The networks see commercial ratings as a way to recoup some ground by reaping revenue from DVR viewers.

“We understand that there’s value to people seeing the commercials beyond live,” said Lyle Schwartz, senior VP and director of research for GroupM. “I believe that somewhere between live and live plus seven is the answer; clearly not live plus seven.”

Doing deals based on live-plus-three-day viewers is a potential compromise that would “provide the maximum evaluation of the audience and also be a viable alternative for clients and their marketing strategies,” Mr. Schwartz said. He noted that Nielsen data indicated that of the commercials seen over seven days, 50 percent are seen the first day and about 80 percent are seen by the third day.

Mr. Wurtzel agreed that live plus two or live plus three would meet NBC’s needs. So did David Poltrack, executive VP and chief research officer of CBS.

“The idea of somebody watching within a relatively short time frame and having the documentation that the commercials were watched at normal speed suggests that it should be part of the currency,” Mr. Poltrack said. Some clients might want to buy based on various streams of data, much as advertisers buy now based on different demographics, he added.

Despite the new delay by Nielsen, Mr. Poltrack said CBS wants to use commercial ratings in the next upfront.

“That is our mission,” he said. “Hopefully we will accomplish that, but we need a lot of help from Nielsen, obviously.”

Nielsen plans to hold a client meeting before Thanksgiving to decide the time periods for the data streams it will deliver.

The delay was also cheered by cable and syndication executives. Cable executives have found many bugs in the way Nielsen measures commercial rating for cable, and Nielsen is not yet ready to produce commercial ratings for cable.

Most cable networks have opted out of Nielsen’s evaluative data, citing Nielsen’s inability to distinguish between national and local commercial breaks and other flaws.

“Taking the time to get it right is what’s essential, and that has become the prevailing voice in the marketplace,” said Sean Cunningham, president of the Cabletelevision Advertising Bureau.

Syndicators are concerned that they will be put at a disadvantage if commercial ratings are made available for broadcast but not for them.

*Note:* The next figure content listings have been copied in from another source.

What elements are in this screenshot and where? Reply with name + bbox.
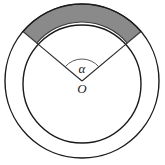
angle-label-alpha: α [79,61,87,76]
center-label-o: O [77,81,87,96]
annulus-diagram: α O [0,0,165,165]
figure-canvas: α O [0,0,165,165]
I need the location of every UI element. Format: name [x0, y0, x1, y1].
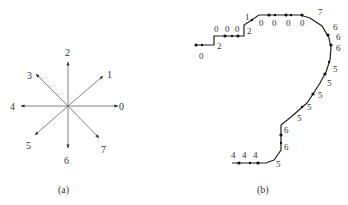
dir-label-7: 7	[101, 144, 106, 155]
chain-label: 0	[259, 18, 264, 28]
chain-label: 4	[231, 150, 236, 160]
chain-label: 2	[247, 26, 252, 36]
arrow-3	[36, 74, 68, 106]
chain-label: 0	[199, 51, 204, 61]
chain-label: 0	[286, 18, 291, 28]
chain-label: 5	[307, 102, 312, 112]
caption-a: (a)	[58, 184, 69, 196]
dir-label-6: 6	[64, 155, 69, 166]
chain-label: 2	[217, 41, 222, 51]
chain-label: 5	[333, 64, 338, 74]
chain-label: 0	[235, 24, 240, 34]
chain-code-figure: 0 1 2 3 4 5 6 7 (a) 0 2 0 0 0 2 1 0 0 0 …	[0, 0, 348, 205]
dir-label-0: 0	[119, 101, 124, 112]
chain-label: 5	[297, 113, 302, 123]
chain-label: 6	[284, 125, 289, 135]
chain-label: 6	[336, 43, 341, 53]
chain-label: 5	[327, 78, 332, 88]
chain-label: 4	[242, 150, 247, 160]
arrow-1	[68, 76, 103, 106]
dir-label-4: 4	[10, 101, 15, 112]
dir-label-5: 5	[26, 140, 31, 151]
chain-label: 0	[214, 24, 219, 34]
arrow-7	[68, 106, 99, 138]
chain-label: 6	[336, 32, 341, 42]
chain-code-path	[196, 15, 331, 163]
chain-label: 6	[333, 22, 338, 32]
caption-b: (b)	[257, 184, 269, 196]
chain-label: 7	[318, 7, 323, 17]
chain-label: 0	[225, 24, 230, 34]
chain-label: 5	[318, 90, 323, 100]
dir-label-2: 2	[65, 47, 70, 58]
dir-label-3: 3	[27, 70, 32, 81]
dir-label-1: 1	[107, 69, 112, 80]
chain-label: 0	[272, 18, 277, 28]
chain-label: 5	[276, 159, 281, 169]
chain-label: 0	[300, 18, 305, 28]
chain-label: 4	[253, 150, 258, 160]
chain-label: 6	[284, 142, 289, 152]
direction-diagram	[21, 62, 118, 148]
chain-labels: 0 2 0 0 0 2 1 0 0 0 0 7 6 6 6 5 5 5 5 5 …	[199, 7, 341, 169]
chain-label: 1	[245, 12, 250, 22]
arrow-5	[35, 106, 68, 135]
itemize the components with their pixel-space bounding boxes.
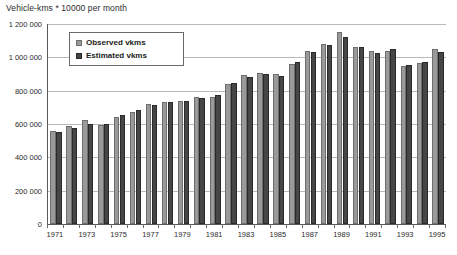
x-axis-tick (318, 224, 319, 228)
bar-observed (130, 112, 135, 224)
bar-observed (432, 49, 437, 224)
y-axis-tick-label: 1 200 000 (0, 20, 42, 29)
x-axis-tick-label: 1971 (47, 230, 64, 239)
y-axis-tick-label: 400 000 (0, 153, 42, 162)
bar-estimated (215, 95, 220, 224)
x-axis-tick (222, 224, 223, 228)
bar-estimated (390, 49, 395, 224)
y-axis-tick-label: 200 000 (0, 186, 42, 195)
gridline (48, 24, 446, 25)
x-axis-tick-label: 1979 (174, 230, 191, 239)
bar-observed (50, 131, 55, 224)
bar-observed (114, 117, 119, 225)
bar-estimated (168, 102, 173, 224)
bar-observed (417, 63, 422, 224)
bar-estimated (359, 47, 364, 225)
legend-item-observed: Observed vkms (76, 36, 179, 49)
bar-observed (98, 125, 103, 224)
x-axis-tick (397, 224, 398, 228)
bar-estimated (422, 62, 427, 225)
bar-observed (273, 74, 278, 224)
legend-swatch-dark-icon (76, 53, 82, 59)
bar-observed (257, 73, 262, 224)
x-axis-tick (429, 224, 430, 228)
bar-observed (146, 104, 151, 224)
bar-estimated (88, 124, 93, 224)
bar-estimated (136, 110, 141, 224)
bar-observed (321, 44, 326, 224)
bar-estimated (343, 37, 348, 224)
x-axis-tick (381, 224, 382, 228)
x-axis-tick (206, 224, 207, 228)
x-axis-tick (302, 224, 303, 228)
bar-observed (401, 66, 406, 224)
chart-title: Vehicle-kms * 10000 per month (6, 3, 127, 13)
x-axis-tick (63, 224, 64, 228)
bar-observed (225, 84, 230, 224)
bar-estimated (406, 65, 411, 224)
bar-observed (369, 51, 374, 224)
bar-estimated (231, 83, 236, 224)
x-axis-tick-label: 1983 (238, 230, 255, 239)
bar-estimated (56, 132, 61, 225)
legend-label-estimated: Estimated vkms (86, 51, 147, 60)
bar-estimated (263, 74, 268, 224)
x-axis-tick (349, 224, 350, 228)
x-axis-tick (413, 224, 414, 228)
x-axis-tick (158, 224, 159, 228)
bar-estimated (184, 101, 189, 224)
x-axis-tick-label: 1977 (142, 230, 159, 239)
bar-observed (305, 51, 310, 224)
legend-item-estimated: Estimated vkms (76, 49, 179, 62)
x-axis-tick (238, 224, 239, 228)
chart-legend: Observed vkms Estimated vkms (69, 32, 184, 66)
x-axis-tick (143, 224, 144, 228)
bar-observed (337, 32, 342, 224)
y-axis-tick-label: 1 000 000 (0, 53, 42, 62)
bar-observed (241, 75, 246, 224)
x-axis-tick-label: 1991 (365, 230, 382, 239)
bar-estimated (375, 53, 380, 224)
bar-estimated (120, 115, 125, 224)
x-axis-tick-label: 1993 (397, 230, 414, 239)
x-axis-tick-label: 1975 (110, 230, 127, 239)
x-axis-tick-label: 1973 (78, 230, 95, 239)
bar-observed (210, 97, 215, 225)
x-axis-tick (95, 224, 96, 228)
bar-estimated (104, 124, 109, 225)
x-axis-tick-label: 1989 (333, 230, 350, 239)
bar-observed (289, 64, 294, 224)
x-axis-tick (445, 224, 446, 228)
bar-estimated (327, 45, 332, 224)
x-axis-tick-label: 1981 (206, 230, 223, 239)
bar-observed (194, 97, 199, 224)
bar-observed (353, 47, 358, 224)
y-axis-tick-label: 0 (0, 220, 42, 229)
x-axis-tick (79, 224, 80, 228)
y-axis-tick-label: 800 000 (0, 86, 42, 95)
bar-estimated (152, 105, 157, 224)
x-axis-tick (127, 224, 128, 228)
x-axis-tick-label: 1987 (301, 230, 318, 239)
x-axis-tick-label: 1985 (269, 230, 286, 239)
x-axis-tick (190, 224, 191, 228)
x-axis-tick (174, 224, 175, 228)
y-axis-tick-label: 600 000 (0, 120, 42, 129)
legend-swatch-light-icon (76, 40, 82, 46)
x-axis-tick (254, 224, 255, 228)
bar-observed (82, 120, 87, 224)
bar-observed (178, 101, 183, 224)
legend-label-observed: Observed vkms (86, 38, 146, 47)
bar-estimated (438, 52, 443, 225)
x-axis-tick (47, 224, 48, 228)
vehicle-kms-bar-chart: Vehicle-kms * 10000 per month 0200 00040… (0, 0, 457, 255)
bar-observed (66, 126, 71, 224)
x-axis-tick (334, 224, 335, 228)
bar-estimated (279, 76, 284, 224)
x-axis-tick (286, 224, 287, 228)
bar-estimated (247, 77, 252, 224)
x-axis-tick (365, 224, 366, 228)
x-axis-tick-label: 1995 (429, 230, 446, 239)
bar-estimated (295, 62, 300, 225)
bar-estimated (199, 98, 204, 224)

“If the networks could go out into the upfront with it, we’d like to be able to go out into the upfront with it at the same time, if that’s the decision of the marketplace,” said Hadassa Gerber, director of research for the Syndicated Network Television Association.

Nielsen said its new delay will provide more time to address the cable and syndication problems so that the gap between when data for them and broadcast is released will be smaller.

There are other issues that need to be addressed in the commercial ratings debate.

Shari Anne Brill, director of programming for Carat, protests that all recording on VCRs will be counted as commercial viewing. She said high-priced competing Thursday night shows like “Grey’s Anatomy” and “CSI” add nearly a rating point to the count due to VCR recording.

“The networks have been getting credit for time-shifted viewing for years,” Ms. Brill said.